So at noon today I went to hear Robert Fisk give a talk on campus, only a five minute walk from my office. It was exciting to me since Robert Fisk’s is a voice I know well from his reporting and excellent writing as a foreign correspondent for the Independent (the British newspaper, not the Santa Barbara free one). His is a voice I’ve learned to trust, and who can be relied on for considerable depth and vision in his pieces. In fact, until I learned of Juan Cole’s excellent blog Informed Comment last week (I sat with him in a day long meeting I reported on here) -which I recommend- his was pretty close to the only voice that I trusted to tell me what is really going on in the Middle East.
So to learn (from a graduate student here in Physics, Tameem Allbash [thanks!]) that he was on campus was a pleasant surprise, and I thought it was rather odd that I did not notice the announcement. Surely this will be a huge event, and I should R.S.V.P. to someone, and arrive on time to make sure I get a seat. Right? Wrong. There was harldy any advertising (actually I saw none at all.) So in fact, there was a huge crowd (standing room only) in a huge open air square on the USC campus when Michael Moore came last year, and there were people standing at the back for lack of seats at the really large Presbyterian church, where George Galloway came to talk (I reported on it here). Now both of these guys came with a message that I actually (largely) agree with (and yes, people get angry and confused and not listen to Galloway because of who he is and who we’ve been told he is…..), but this guy, Robert Fisk, is really it! This guy has had 30 years experience in the region, and is everyday on the ground in Iraq, dodging bullets to report to us what is going on. He’s interviewed all sorts of people on all sides of the political divide(s) over many year. This is the guy for whom there should be fighting in the aisles to get tickets and seats to hear him talk.
So I showed up, and… there was about 50 people. Actually, I think I’m being generous in this estimate. Amazing. Just amazing, and sadly ironic. (You can’t excuse it all by saying that the people in the USA don’t know him as he is from the UK, because that’s the point. Given that there are so few clear voices on the issues he talks about, more people should know about him….)
Well, moving on from that shock, let me tell you a little about what he had to say. Let me say at the outset that he’s written a new book, and he was (in that apologetic manner that we British are so good at when it comes to money changing hands) promoting it. From what he said in the talk, I’m happy to tell you to go out and get it if you are interested. (Perhaps I should have bought a few copies and got them signed and sold them on to you, but I did not.)
This won’t be a complete report, but just some bits here and there to give you an idea of what he was saying, and how he said it. If you ever hear that he is talking somewhere near you, please consider going to hear what is really going on in the Middle East because frankly, it is at least as bad as you’ve feared.
One of his themes was, as he put it
refusing to follow the narrative laid down by our betters
and by “betters” he is referring, with tongue in cheek, to our political leaders, the Bush- and Blair- types; the Rumsfelds, Powells, Rices….. you get the idea. He spoke of the book as being a tribute to his father, with whom he did not see eye-to-eye (his father was mostly sympathetic to politics that the speaker did not agree with), but who nevertheless he had a lot of respect for, chiefly as a result of actions (or rather refusing to do certain actions) during the Second World War. In fact, the title of the book (“The Great War for Civilization: The Conquest of the Middle East”) came partly from the inscription on the back of one of the medals his father wore proudly every November 11th (Remembrance day in the UK – the analogue of Veteran’s day in the USA). Fisk of course questions the very notions in the title.
He says that the book is depressing, and was hard to write. He has poured in a lot of himself into this book, as you can tell from the strains in his voice as he talks about parts of it. Another excellent quote I managed to write down from him was about reporters in the region:
We should all carry history books in our back pockets; the reporters notebook should be a secondary concern.
And of course he is right, and painfully so. One cannot understand what is going on there without looking at the history of the region, particularly the “fine” work done there by the Western powers in the last century or so. To know the history is to see and recognize the same mistakes that were made in the past being made there again with eerie accuracy. He gave many examples. Some large scale some small. The large scale involves recalling the invasions by the British in that area of the world on a number of occasions, and the politics that was going on at the time, and the similarity of the situations and arguments. The small scale involves noting that the first British soldier to be killed by “insurgents” during the occupation was in 1920, near or in Fallujah. Many years later, he as a reporter, drove near the spot where the first American soldier to be killed by a roadside bomb during the occupation had fallen, in 2003. He saw his blood still on the ground. It was in Fallujah, not very far from the 1920 spot.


WORK REQUIRED ::
What is the number of lines in the records that contain "spectrogram"? Give only that number.

DATA FOR THE TASK ::
========
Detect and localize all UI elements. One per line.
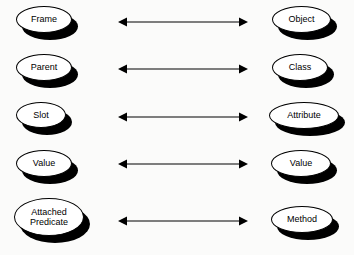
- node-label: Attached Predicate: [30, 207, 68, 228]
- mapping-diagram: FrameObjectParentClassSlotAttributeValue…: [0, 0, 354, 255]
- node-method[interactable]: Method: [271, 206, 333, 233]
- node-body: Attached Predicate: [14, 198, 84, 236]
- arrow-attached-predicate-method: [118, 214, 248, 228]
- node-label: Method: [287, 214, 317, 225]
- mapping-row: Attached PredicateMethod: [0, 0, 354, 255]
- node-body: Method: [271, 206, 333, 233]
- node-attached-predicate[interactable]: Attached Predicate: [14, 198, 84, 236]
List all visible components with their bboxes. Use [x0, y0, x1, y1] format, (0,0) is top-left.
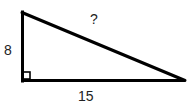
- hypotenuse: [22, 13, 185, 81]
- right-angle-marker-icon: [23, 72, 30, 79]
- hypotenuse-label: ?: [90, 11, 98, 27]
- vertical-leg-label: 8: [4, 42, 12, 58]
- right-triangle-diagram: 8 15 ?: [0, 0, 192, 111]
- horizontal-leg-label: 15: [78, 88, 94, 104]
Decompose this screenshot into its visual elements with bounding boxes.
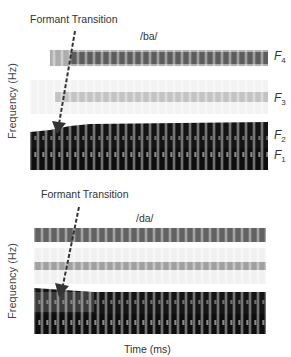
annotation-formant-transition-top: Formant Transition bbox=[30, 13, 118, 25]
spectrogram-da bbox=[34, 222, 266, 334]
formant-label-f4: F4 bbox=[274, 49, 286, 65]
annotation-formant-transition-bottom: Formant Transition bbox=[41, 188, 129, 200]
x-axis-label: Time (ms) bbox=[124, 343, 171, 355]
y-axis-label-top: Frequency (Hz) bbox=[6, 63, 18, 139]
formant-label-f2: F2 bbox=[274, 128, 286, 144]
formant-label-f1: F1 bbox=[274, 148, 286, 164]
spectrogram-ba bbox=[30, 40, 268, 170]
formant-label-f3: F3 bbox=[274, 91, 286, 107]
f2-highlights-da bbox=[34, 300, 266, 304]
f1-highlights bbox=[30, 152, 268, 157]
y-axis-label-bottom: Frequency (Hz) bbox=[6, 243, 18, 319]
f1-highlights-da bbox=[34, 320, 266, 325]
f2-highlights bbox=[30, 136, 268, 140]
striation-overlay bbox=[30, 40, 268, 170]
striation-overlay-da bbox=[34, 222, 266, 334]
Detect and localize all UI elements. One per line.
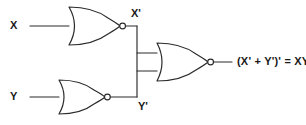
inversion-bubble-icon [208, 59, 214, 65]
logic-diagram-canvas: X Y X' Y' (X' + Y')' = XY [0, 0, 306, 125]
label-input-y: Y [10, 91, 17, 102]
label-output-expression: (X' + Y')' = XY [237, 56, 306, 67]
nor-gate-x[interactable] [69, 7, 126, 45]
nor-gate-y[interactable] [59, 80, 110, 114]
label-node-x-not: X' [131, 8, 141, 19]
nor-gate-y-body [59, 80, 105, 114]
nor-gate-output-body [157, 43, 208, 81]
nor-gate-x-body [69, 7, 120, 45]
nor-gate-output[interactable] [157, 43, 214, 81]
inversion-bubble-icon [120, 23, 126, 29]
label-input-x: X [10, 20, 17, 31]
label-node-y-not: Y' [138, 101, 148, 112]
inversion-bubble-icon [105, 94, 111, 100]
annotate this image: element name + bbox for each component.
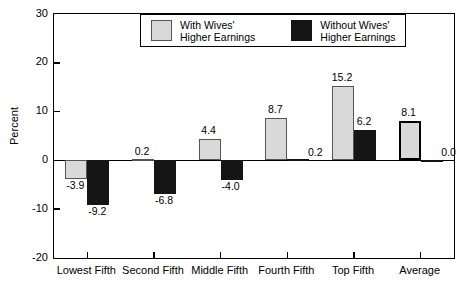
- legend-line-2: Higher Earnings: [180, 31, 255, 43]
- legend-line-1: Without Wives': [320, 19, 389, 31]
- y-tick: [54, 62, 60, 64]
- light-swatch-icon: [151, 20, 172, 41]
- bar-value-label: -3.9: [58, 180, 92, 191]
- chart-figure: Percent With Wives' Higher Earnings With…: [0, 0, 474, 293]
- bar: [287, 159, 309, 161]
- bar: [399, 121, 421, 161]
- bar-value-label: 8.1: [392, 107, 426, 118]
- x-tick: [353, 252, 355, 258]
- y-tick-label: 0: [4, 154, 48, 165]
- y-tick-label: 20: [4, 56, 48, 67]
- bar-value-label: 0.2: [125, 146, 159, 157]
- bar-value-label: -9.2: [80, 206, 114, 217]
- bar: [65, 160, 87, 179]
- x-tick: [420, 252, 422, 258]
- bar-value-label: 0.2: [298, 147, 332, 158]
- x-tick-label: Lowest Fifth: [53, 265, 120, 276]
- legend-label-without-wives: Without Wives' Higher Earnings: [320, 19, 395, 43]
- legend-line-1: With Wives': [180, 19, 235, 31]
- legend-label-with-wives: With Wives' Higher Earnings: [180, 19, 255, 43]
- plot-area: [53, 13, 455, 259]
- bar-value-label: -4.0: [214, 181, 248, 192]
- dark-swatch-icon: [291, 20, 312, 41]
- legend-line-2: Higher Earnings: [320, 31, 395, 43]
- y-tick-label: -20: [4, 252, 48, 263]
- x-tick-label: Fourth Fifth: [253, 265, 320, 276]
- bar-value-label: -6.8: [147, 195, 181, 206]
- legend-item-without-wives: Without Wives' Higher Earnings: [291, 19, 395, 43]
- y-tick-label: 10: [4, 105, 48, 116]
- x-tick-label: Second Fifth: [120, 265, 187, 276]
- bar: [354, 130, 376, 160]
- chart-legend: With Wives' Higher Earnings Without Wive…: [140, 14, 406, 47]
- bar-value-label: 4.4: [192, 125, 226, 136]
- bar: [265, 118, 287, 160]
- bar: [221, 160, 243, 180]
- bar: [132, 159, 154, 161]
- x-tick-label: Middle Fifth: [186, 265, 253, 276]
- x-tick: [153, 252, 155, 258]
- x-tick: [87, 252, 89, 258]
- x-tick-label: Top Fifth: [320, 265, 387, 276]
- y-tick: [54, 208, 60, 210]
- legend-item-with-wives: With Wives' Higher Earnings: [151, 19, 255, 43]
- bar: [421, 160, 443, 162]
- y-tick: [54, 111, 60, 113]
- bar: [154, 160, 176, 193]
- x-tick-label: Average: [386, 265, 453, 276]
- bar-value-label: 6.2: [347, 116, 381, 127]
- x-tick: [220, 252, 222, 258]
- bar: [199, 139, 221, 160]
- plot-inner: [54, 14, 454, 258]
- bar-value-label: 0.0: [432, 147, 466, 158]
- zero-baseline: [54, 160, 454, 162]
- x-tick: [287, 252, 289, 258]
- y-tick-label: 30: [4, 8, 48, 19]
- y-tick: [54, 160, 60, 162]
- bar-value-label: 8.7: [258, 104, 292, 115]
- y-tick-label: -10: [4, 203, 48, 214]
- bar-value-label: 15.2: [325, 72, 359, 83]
========
WORKED SOLUTION ::
2